Pirmasens © Robert Meldrum
Courtesy of the artist
Earlier this year, Meldrum sat down with writer Sam Rienosa to discuss the works featured in the exhibition. The artist has kindly given us permission to reproduce this extract here:
S: Tell me about the works that you are exhibiting.
R: The paintings and sculpture were developed and finished between 2015 and 2019. Its sculpture, painting and installation. Recently I have returned more to painting but also collage.
S: So whats with say an art work like ‘Deer Medic’?
R: That’s a sculpture where I was using found objects but not using them as ‘rawly’ as artists had used them in the past, like Picasso or Duchamp. For different reasons. They are modified to create a more painterly scene. There are elements that are found and then there are elements that are constructed from scratch and with other materials like the computer.
S: What is it about those materials, and what is being shown?
R: The immediacy of objects for me creates more closeness to them. Like kinship, it creates less separation and I am trying to them arrange and paint around them.
S: How about ‘Satellite’?
R. It’s quite an obvious painting in that it’s a painting about a disaster zone. But the bit that I wanted to make plain is it’s also quite beautiful, but it’s one that we are not part of.
S: It’s like aliens visiting a future world that’s been destroyed?
R. Like a view of the earth from a redundant satellite. Like a digital snap shot where we are no longer present. The view from far away is hostile.
S: So it’s like documenting the fall out from a catastrophic event?
R. Well I wanted it to be like catastrophic only for us humans. We are sealed off from it, and presented as sealed off from it digitally. Like the digitisation was part of our own separation. The fun of it more than anything was using the materials in such a way as to make our separation from the world more evident.
S: How does it relate to your earlier work?
R: It relates in terms of materials. If I had to pick out a painting that was more like stuff in 2012 it would be a painting like ‘Pirmasens’ in that it relates much more closely to a natural motif than any of the others. much more so, its like a companion piece to a ‘Second Border’ done back then. The show relates much more to very very early work I did, like when I was just out of art school.
S: ‘Reef’? What’s that about?
R: It originated as a joint project with Jane Sellers, a good friend of mine who is visually impaired and runs a braille transcription service. Jane approached me for ideas to expand her business in new ways. She wanted to develop greetings cards with a textured element to them. We didn’t get any interest in them at all, again and again. It got me thinking how could I adapt an everyday object that I enjoy using if I had some form of sight loss? Without of course referring to the fact the first thing I would do would contact the NHS. Its working from the original brief from Jane and again as a joint collaboration but thinking abstractly.
And it’s not sentimental, and not cold either, it’s outward looking, not in inward looking. If Jane and her colleagues had not liked it I would have ditched it. But they know its coming from this place of inclusivity using methods that were easy to me, which were art practice methods, best I can.
S: And where did it go as a project?
R: Well interestingly the chess then became a design project. I did a few like this then moved onto design with a more practical board that was very methodical. But one; that’s not art that’s design, and two; people must never get confused with its secondary role to medical science. People don’t but I don’t want anyone to get the wrong idea. If it helps Jane in any way it’s there, and the touch system there might be adapted.
S: Tell me about ‘Reign of Fire’?
R: This is an installation piece. It’s about having fun with colour and language and linking that with animals. A lot of the artworks are linked with animals. This continues that, but in an indirect way again, were kind of part of that scene but abstracted in these creatures. Elves, Pixies etc.
S: ‘Industrial Estate’ is purely abstract. What do you like in these very simple forms that appear also?
R: It’s just messing around trying to represent modernism in new ways that are fun to me.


* _Activity_: Write only the number of lines below in which "index" occurs.

* _Extracted data_:
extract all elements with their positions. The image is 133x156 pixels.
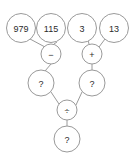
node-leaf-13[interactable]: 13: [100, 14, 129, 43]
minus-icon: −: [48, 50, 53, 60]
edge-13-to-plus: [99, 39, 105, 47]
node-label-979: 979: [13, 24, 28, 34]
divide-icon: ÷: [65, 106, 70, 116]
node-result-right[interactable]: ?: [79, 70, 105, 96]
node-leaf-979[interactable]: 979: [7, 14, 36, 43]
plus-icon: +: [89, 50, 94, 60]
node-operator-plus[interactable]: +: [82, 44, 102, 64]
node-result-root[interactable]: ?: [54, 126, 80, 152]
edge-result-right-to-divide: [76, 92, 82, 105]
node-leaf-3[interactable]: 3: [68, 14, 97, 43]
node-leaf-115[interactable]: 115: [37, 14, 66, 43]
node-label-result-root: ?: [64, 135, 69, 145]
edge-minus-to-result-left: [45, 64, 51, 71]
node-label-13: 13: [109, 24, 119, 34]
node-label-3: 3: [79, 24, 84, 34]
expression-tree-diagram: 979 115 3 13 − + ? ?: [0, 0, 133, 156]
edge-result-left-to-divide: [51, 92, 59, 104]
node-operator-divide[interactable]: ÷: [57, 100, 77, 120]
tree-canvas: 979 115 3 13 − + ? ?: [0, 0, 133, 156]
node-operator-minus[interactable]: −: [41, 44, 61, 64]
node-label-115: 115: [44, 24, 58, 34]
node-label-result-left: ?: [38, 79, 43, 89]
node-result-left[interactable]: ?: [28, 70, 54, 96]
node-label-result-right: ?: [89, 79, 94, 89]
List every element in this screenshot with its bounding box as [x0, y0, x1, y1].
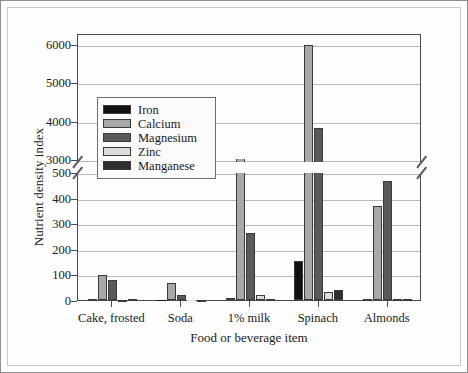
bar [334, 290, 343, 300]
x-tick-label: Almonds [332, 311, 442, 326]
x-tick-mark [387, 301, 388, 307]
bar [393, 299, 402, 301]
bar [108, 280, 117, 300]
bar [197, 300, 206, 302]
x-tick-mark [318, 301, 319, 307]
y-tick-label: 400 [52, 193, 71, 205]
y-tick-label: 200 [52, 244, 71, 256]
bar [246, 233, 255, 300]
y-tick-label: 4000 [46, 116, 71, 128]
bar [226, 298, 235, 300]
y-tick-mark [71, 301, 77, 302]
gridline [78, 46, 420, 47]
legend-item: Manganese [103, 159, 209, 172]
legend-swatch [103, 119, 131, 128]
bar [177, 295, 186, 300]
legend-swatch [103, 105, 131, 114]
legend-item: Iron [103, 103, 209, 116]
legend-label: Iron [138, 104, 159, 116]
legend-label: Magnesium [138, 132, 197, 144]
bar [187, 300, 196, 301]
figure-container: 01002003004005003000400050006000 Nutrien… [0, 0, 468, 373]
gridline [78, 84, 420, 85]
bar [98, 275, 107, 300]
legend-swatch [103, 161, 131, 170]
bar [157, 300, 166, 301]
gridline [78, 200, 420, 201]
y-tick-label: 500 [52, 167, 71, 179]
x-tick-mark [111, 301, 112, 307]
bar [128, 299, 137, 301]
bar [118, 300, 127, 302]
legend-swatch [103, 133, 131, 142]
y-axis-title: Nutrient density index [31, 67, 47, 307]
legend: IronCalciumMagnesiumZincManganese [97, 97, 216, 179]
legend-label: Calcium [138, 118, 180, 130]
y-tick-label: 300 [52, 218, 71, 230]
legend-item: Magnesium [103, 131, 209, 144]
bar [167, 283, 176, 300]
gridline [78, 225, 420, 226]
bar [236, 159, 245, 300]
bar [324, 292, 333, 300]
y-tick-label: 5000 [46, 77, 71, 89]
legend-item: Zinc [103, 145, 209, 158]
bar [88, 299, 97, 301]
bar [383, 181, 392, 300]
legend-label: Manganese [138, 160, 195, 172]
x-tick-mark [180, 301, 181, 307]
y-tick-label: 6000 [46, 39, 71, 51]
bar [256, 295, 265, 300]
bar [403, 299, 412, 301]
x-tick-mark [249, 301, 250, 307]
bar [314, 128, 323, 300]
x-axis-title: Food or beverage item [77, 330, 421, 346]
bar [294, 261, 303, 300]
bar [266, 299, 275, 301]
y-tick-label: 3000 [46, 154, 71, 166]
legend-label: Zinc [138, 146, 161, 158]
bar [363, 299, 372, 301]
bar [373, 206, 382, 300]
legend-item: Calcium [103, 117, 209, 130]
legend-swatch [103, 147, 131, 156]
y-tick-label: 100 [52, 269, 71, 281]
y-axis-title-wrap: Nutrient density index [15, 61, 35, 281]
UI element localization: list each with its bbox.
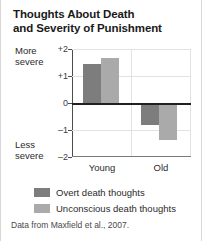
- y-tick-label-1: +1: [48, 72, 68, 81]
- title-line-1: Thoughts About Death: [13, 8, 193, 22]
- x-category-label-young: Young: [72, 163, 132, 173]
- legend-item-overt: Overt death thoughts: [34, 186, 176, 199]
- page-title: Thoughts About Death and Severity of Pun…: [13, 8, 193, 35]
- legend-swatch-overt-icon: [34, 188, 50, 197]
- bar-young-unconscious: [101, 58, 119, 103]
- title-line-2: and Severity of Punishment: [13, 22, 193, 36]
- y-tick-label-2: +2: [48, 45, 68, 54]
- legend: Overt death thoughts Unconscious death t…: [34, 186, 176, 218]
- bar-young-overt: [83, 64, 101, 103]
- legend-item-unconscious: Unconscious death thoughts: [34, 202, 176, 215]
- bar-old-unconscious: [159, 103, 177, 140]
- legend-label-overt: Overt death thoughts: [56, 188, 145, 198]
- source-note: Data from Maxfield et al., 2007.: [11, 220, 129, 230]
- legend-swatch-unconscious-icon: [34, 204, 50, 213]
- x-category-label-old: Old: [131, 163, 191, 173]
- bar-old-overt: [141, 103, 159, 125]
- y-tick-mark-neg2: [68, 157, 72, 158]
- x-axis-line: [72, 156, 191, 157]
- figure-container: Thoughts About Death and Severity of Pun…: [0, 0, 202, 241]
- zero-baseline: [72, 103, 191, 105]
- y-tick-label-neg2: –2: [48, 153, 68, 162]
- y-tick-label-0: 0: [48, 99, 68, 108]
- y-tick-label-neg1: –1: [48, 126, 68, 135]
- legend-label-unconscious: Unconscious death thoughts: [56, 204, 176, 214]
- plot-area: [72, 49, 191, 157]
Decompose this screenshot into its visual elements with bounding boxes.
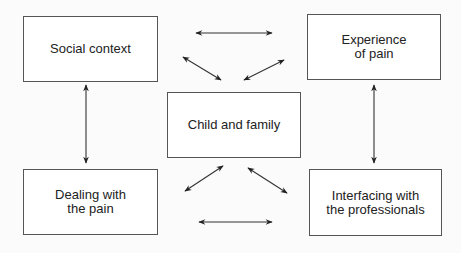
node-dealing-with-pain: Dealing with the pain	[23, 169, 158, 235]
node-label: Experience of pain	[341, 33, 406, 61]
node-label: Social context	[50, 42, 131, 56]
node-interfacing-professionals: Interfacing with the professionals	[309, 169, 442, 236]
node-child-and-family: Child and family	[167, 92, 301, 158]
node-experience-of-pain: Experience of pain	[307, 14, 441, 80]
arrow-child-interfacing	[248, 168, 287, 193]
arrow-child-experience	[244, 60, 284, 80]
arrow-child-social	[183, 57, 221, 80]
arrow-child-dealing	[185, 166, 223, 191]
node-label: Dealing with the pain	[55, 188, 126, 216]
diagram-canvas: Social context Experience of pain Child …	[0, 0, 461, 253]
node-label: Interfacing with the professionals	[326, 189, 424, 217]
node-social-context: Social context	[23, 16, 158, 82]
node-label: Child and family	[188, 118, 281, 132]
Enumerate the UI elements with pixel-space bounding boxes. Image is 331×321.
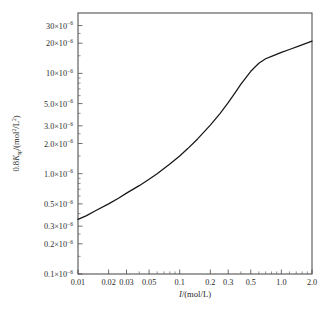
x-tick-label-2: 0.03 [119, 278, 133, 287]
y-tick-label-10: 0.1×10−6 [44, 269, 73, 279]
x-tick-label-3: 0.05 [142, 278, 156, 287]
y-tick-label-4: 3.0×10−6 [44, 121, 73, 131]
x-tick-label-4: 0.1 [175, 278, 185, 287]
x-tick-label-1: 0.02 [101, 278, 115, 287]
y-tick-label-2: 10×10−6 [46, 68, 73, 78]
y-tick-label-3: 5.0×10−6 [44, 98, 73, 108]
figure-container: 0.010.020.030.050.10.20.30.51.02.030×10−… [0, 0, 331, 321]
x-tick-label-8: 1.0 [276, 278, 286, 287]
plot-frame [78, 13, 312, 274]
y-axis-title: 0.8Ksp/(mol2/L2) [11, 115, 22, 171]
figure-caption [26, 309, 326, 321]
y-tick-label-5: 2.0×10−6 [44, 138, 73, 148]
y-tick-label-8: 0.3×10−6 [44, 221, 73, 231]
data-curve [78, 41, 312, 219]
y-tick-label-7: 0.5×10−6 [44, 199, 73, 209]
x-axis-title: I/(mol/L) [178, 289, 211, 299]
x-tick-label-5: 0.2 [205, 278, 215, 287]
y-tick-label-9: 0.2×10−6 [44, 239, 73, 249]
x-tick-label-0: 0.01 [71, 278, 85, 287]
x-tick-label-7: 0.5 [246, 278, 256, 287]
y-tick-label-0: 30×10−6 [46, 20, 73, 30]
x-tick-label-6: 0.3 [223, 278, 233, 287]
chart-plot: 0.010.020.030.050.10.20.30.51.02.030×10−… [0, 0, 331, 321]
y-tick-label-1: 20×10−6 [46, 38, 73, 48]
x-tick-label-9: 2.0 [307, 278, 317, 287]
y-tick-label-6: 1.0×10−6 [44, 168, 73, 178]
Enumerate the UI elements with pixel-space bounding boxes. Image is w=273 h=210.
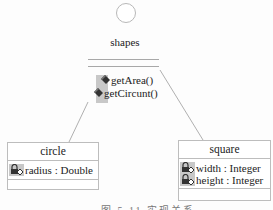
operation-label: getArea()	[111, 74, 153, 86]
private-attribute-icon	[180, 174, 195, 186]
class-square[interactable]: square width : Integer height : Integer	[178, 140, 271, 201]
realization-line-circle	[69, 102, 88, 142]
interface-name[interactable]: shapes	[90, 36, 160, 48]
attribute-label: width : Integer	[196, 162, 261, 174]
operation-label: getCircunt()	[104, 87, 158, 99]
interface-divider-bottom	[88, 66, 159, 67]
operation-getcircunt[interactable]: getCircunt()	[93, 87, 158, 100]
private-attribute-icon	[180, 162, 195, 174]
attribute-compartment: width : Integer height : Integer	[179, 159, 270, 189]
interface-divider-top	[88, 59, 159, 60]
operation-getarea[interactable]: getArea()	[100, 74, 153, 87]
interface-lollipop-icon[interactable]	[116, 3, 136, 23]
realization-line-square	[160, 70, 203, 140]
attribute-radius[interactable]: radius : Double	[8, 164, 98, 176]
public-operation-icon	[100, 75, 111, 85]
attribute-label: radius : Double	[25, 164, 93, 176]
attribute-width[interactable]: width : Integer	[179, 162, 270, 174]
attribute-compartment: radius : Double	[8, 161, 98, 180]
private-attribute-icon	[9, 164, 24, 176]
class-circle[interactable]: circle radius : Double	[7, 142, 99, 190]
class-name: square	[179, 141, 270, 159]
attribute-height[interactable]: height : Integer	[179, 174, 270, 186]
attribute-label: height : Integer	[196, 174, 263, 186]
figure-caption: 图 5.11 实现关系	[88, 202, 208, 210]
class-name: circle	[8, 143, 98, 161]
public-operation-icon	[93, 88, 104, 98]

* _Answer to this problem_: 2